Starting small: That diligence is particularly important for brokers who, as Collins notes, may only place a very small percentage of their clients with ICHRA. "In those situations, they need a really strong administrator that truly understands not only ICHRA, but the entire employee benefit ecosystem."
Compliance concerns: She explains that small problems are magnified when a client grows. An administrator that's a perfect fit for a 25-employee company can quickly become a liability as that company scales toward key compliance thresholds, especially when it comes to calculating affordability for employees. "Your compliance needs significantly change from 20 employees to 50 employees to 100 employees. If I were a client anticipating big growth in the future, I would want to make sure that administrator can answer every compliance need at each one of those benchmarks."
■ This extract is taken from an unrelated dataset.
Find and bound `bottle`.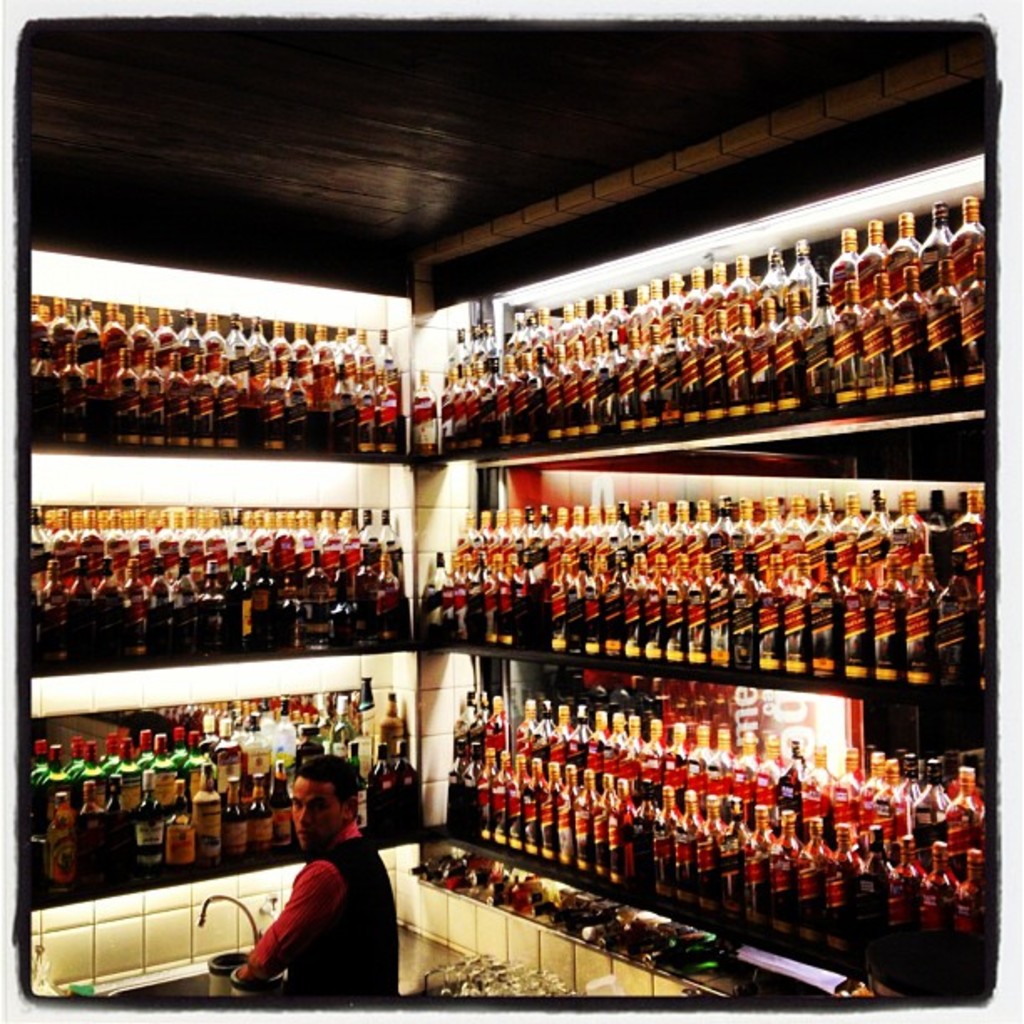
Bound: x1=975 y1=587 x2=991 y2=691.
But administrators don't always have all the answers. Collins explains that scalability issues often stem from widespread stress across the benefits ecosystem. Many administrators struggle, she says, because "the carriers are not making this easy. They have an individual product now being pushed into a group model and the carriers don't know how to handle it." This friction at the carrier level makes it even more necessary to select an administrator with operational experience, as they are better equipped to manage the complexities of a system still in transition.
While the consumer-driven market pressure ICHRA creates is a powerful upside, realizing it hinges on having the right operational backbone. This dynamic forces employers and brokers to weigh the costs of staying with a misaligned partner against the disruption of switching vendors. Collins cautions that a new administrator isn't always the answer. First, ask the question: Is this an industry issue or an ICHRA vendor issue?
The transition trap: Sometimes, she says, revisiting roles and responsibilities with an existing administrator is the less painful route for HR teams and employees. "Changing administrators is harder than rolling out ICHRA for the first time. The new vendor needs to understand the current enrollments, keeping those enrollments, and changing the payments. You have got to have an administrator that is really solid on their process," she says, once again emphasizing the importance of a careful vetting process and deep subject-matter expertise.